At Joe’s Barbershop, which functions as the Resistance headquarters, Lynn provides a definition of OBGs, or Other Black Girls, that draws upon elements of science fiction horror: although they haven’t “landed from outer space” (229), Lynn believes the OBGs are “not our kind” because their former Black identities and behaviors have been distilled or removed (229). We learn from Shani’s third chapter that the Resistance has spent years meticulously documenting OBGs but, to Shani’s frustration, has been slow to act. With its secret questions and rigid rules, the Resistance often seems overly bureaucratic. Shani wonders whether it would be more effective for her to branch out and act alone.

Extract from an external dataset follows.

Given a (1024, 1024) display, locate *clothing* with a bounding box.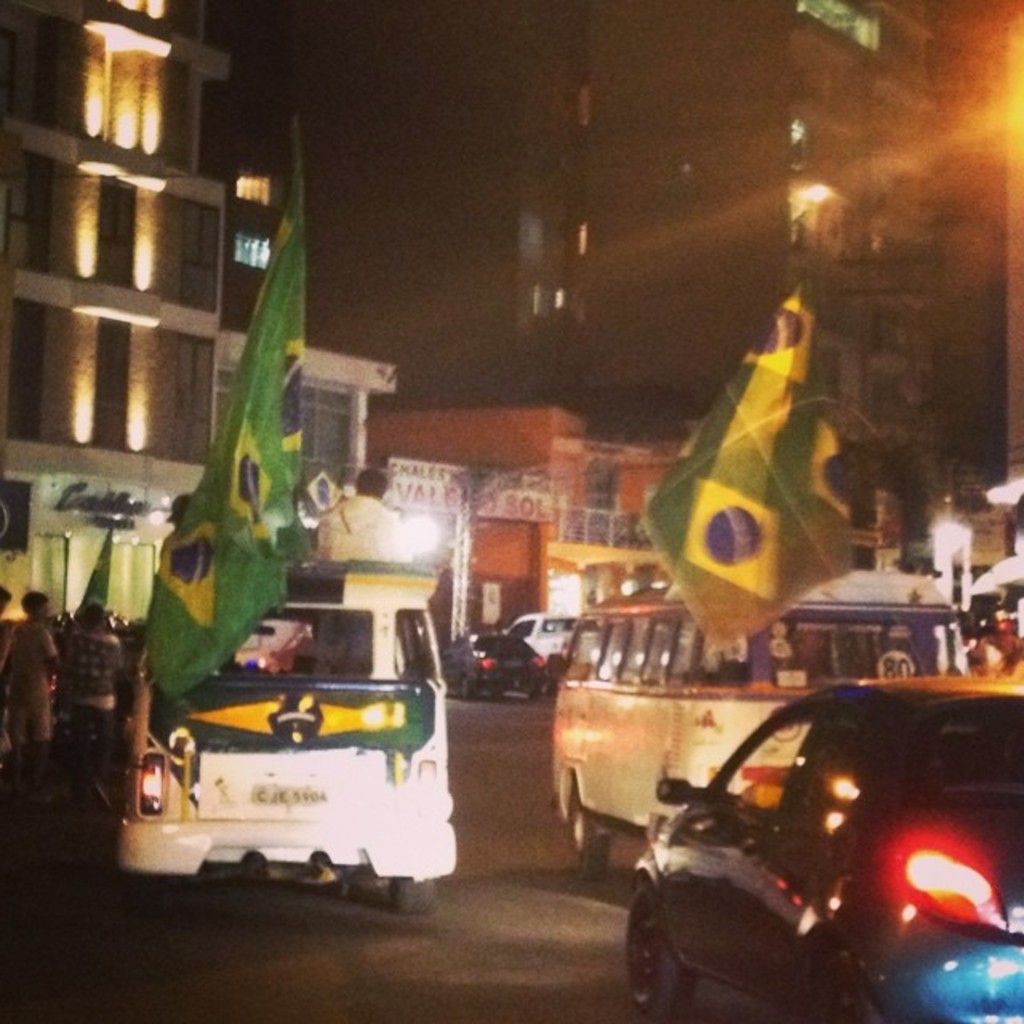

By Chapter 14, Shani’s frustrations prevail, and she decides to meet with Nella. Shani’s texts successfully prompt Nella to further research Hazel’s past in Part 4 and trigger a series of events leading to the climax. However, because Shani is intercepted by the Resistance before she can speak with Nella, Nella (and the reader) is missing key pieces of the OBG puzzle. Additionally, because Nella witnesses what she believes is an abduction, she loses what little trust she had in the mysterious notes. By the end of Part 3, Nella’s concerns have escalated from vague paranoia, and she fears her life may be in actual danger—just as Kendra Rae feared once before.